Getting a charge from powering up Singapore

The cities, infrastructure and industrial solutions industry, nurtured by the Economic Development Board, help make Singapore and other cities a smarter and greener place to live, work and play in. In the second of a seven-part series, Arti Mulchand profiles some of the people working in it.

In 2004, when Ms Annie Tan was heavily pregnant with her first child, she was also busy giving life to a baby of a different sort.

In her personal protective gear, the chemical engineer and only woman in a six-member team leading the five-year development of Keppel Merlimau Cogen on Jurong Island would slowly negotiate its grounds, which now span 60,000 sq m, ensuring that everything was on track.

The 500MW plant was the first power plant commissioned in Singapore's newly liberalised electricity market, and Keppel was the first company to bring natural gas from Malaysia directly into Singapore's main gas network.

"It took close to seven years before we saw the first fruits of our labour," recalls Ms Tan, the proud "parent".

Just two months after her daughter arrived, Ms Tan was back at work and ready to see the plant through to the beginning of its commercial operations in April 2007.

Ms Tan was one of Keppel Infrastructure's first few employees. When she joined in 1999, it was known as Keppel FELS Energy, and then as Keppel Energy.

Despite early dreams of becoming a teacher like her mother and grandmother, Ms Tan says it is not surprising that she ended up in the power sector.

Now a Singapore permanent resident, she was born in Miri, the second-largest city in the Malaysian state of Sarawak.

The oil-rich state in Borneo also has the distinction of giving birth to Malaysia's petroleum industry.

"I had always enjoyed maths, chemistry and physics, and having spent all my growing years in Miri meant that I was constantly exposed to the oil and gas industry. "It naturally steered me towards chemical engineering," Ms Tan says.

She did her undergraduate studies at the University of Manchester Institute of Science and Technology under the British High Commissioner's Chevening Scholarship. She then received an EDB corporate scholarship, with Keppel FELS as her sponsor, to do her master's degree in science at the same university.

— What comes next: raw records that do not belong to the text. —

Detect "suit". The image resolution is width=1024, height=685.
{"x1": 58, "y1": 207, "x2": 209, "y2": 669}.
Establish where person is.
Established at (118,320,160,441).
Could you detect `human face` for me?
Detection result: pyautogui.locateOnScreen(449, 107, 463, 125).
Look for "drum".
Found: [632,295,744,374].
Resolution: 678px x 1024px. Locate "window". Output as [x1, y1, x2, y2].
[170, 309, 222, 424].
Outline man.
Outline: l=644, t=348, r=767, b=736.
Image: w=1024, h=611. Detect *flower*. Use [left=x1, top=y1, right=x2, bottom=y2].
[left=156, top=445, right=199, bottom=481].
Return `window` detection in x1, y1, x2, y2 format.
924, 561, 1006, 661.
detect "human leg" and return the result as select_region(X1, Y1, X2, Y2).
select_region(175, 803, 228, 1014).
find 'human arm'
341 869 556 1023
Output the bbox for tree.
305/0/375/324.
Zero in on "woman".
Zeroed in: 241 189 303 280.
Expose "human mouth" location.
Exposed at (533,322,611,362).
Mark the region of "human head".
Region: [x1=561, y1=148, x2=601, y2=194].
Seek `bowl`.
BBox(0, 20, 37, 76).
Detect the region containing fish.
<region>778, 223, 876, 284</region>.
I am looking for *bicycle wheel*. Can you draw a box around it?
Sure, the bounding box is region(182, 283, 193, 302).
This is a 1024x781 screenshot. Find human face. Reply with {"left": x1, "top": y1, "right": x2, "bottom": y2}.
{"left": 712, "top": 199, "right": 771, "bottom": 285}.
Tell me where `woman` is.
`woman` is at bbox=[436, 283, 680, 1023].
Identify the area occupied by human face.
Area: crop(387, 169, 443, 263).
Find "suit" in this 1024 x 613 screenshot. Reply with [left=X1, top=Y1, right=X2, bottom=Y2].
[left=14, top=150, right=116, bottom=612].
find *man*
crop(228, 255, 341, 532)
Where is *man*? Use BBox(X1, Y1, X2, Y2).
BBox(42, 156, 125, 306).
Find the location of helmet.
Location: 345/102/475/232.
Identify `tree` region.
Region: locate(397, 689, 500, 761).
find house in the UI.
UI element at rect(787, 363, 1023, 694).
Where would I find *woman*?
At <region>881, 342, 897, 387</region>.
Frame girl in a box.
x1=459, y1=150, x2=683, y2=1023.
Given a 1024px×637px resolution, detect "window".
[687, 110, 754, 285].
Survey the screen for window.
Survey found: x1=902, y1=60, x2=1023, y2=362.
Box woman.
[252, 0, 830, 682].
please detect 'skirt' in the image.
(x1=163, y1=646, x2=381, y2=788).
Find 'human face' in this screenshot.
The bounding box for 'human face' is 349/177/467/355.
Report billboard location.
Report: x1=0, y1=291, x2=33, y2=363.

Seven years later, Ms Tan, 38, is now a senior manager of Keppel Infrastructure's business development unit, doing everything from evaluating new projects and mergers and acquisitions to thinking up enhancements to platforms.

"There is no typical day. You need to be nimble and flexible. With advancements in technology and the evolution of local and global regulatory frameworks, businesses have to be more efficient, innovative and bold," she says.

It is a far cry from a career that her very first boss had warned would have both highs and lows, busy periods peppered with slow, boring ones. "I have yet to experience any of those lulls," she says with a laugh.

Even as Ms Tan has helped to grow Keppel Infrastructure, her own family has also grown. Her daughter is now 10, and she and her entrepreneur husband also have two sons, aged five and three.

While the children have not yet seen a power plant up close,they are invariably thrilled when Mum comes home straight from her "on site" duties in safety boots, helmet and all. She says: "They know that Keppel is among the companies that power up Singapore."